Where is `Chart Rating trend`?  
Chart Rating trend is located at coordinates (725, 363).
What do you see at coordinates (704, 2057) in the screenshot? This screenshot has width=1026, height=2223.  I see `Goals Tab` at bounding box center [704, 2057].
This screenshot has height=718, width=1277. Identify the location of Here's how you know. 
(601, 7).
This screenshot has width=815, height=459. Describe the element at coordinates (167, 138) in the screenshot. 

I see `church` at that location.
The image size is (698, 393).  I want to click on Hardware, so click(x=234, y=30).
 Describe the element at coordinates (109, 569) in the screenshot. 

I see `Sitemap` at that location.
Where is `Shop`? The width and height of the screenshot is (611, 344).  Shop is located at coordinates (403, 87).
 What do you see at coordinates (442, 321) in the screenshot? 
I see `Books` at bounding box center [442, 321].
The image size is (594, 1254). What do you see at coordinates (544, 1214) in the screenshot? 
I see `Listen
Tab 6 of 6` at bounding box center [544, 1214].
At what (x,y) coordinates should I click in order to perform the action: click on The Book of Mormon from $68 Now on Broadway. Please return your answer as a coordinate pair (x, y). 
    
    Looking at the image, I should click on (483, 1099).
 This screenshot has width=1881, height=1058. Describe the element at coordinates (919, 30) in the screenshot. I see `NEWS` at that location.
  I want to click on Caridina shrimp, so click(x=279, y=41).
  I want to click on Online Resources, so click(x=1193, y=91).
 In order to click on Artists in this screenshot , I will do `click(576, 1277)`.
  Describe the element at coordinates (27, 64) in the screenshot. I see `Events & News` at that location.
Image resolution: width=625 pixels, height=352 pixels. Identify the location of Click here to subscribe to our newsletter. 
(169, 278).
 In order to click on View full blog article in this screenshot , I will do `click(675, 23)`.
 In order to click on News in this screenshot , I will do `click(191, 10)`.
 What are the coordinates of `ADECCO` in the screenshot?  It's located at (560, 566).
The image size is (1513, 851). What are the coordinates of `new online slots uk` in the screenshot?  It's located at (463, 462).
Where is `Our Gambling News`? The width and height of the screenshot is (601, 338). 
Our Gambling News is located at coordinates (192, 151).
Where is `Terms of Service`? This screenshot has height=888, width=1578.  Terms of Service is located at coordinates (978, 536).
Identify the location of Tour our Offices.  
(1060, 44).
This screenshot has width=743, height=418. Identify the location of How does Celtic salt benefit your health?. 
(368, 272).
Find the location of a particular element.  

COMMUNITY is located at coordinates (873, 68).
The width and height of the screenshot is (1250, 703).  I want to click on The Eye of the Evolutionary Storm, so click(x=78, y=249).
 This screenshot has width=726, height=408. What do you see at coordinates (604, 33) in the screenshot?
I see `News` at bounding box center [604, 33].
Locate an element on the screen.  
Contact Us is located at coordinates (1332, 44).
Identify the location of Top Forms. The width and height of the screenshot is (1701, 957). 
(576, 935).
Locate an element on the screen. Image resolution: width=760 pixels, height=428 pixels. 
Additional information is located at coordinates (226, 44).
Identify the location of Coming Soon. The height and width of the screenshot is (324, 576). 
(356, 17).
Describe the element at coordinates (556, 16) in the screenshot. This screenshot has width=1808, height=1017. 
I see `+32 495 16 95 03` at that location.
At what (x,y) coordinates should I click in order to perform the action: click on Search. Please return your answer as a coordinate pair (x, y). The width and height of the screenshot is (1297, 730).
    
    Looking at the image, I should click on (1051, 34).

◇ ◇ ◇ ◇ ◇

What is needed: Reproduce the full listing above, keeping every line intact.

Answer box:
Where is `Chart Rating trend`?  
Chart Rating trend is located at coordinates (725, 363).
What do you see at coordinates (704, 2057) in the screenshot? This screenshot has width=1026, height=2223.  I see `Goals Tab` at bounding box center [704, 2057].
This screenshot has height=718, width=1277. Identify the location of Here's how you know. 
(601, 7).
This screenshot has width=815, height=459. Describe the element at coordinates (167, 138) in the screenshot. 

I see `church` at that location.
The image size is (698, 393).  I want to click on Hardware, so click(x=234, y=30).
 Describe the element at coordinates (109, 569) in the screenshot. 

I see `Sitemap` at that location.
Where is `Shop`? The width and height of the screenshot is (611, 344).  Shop is located at coordinates (403, 87).
 What do you see at coordinates (442, 321) in the screenshot? 
I see `Books` at bounding box center [442, 321].
The image size is (594, 1254). What do you see at coordinates (544, 1214) in the screenshot? 
I see `Listen
Tab 6 of 6` at bounding box center [544, 1214].
At what (x,y) coordinates should I click in order to perform the action: click on The Book of Mormon from $68 Now on Broadway. Please return your answer as a coordinate pair (x, y). 
    
    Looking at the image, I should click on (483, 1099).
 This screenshot has width=1881, height=1058. Describe the element at coordinates (919, 30) in the screenshot. I see `NEWS` at that location.
  I want to click on Caridina shrimp, so click(x=279, y=41).
  I want to click on Online Resources, so click(x=1193, y=91).
 In order to click on Artists in this screenshot , I will do `click(576, 1277)`.
  Describe the element at coordinates (27, 64) in the screenshot. I see `Events & News` at that location.
Image resolution: width=625 pixels, height=352 pixels. Identify the location of Click here to subscribe to our newsletter. 
(169, 278).
 In order to click on View full blog article in this screenshot , I will do `click(675, 23)`.
 In order to click on News in this screenshot , I will do `click(191, 10)`.
 What are the coordinates of `ADECCO` in the screenshot?  It's located at (560, 566).
The image size is (1513, 851). What are the coordinates of `new online slots uk` in the screenshot?  It's located at (463, 462).
Where is `Our Gambling News`? The width and height of the screenshot is (601, 338). 
Our Gambling News is located at coordinates (192, 151).
Where is `Terms of Service`? This screenshot has height=888, width=1578.  Terms of Service is located at coordinates (978, 536).
Identify the location of Tour our Offices.  
(1060, 44).
This screenshot has width=743, height=418. Identify the location of How does Celtic salt benefit your health?. 
(368, 272).
Find the location of a particular element.  

COMMUNITY is located at coordinates (873, 68).
The width and height of the screenshot is (1250, 703).  I want to click on The Eye of the Evolutionary Storm, so click(x=78, y=249).
 This screenshot has width=726, height=408. What do you see at coordinates (604, 33) in the screenshot?
I see `News` at bounding box center [604, 33].
Locate an element on the screen.  
Contact Us is located at coordinates (1332, 44).
Identify the location of Top Forms. The width and height of the screenshot is (1701, 957). 
(576, 935).
Locate an element on the screen. Image resolution: width=760 pixels, height=428 pixels. 
Additional information is located at coordinates (226, 44).
Identify the location of Coming Soon. The height and width of the screenshot is (324, 576). 
(356, 17).
Describe the element at coordinates (556, 16) in the screenshot. This screenshot has width=1808, height=1017. 
I see `+32 495 16 95 03` at that location.
At what (x,y) coordinates should I click in order to perform the action: click on Search. Please return your answer as a coordinate pair (x, y). The width and height of the screenshot is (1297, 730).
    
    Looking at the image, I should click on (1051, 34).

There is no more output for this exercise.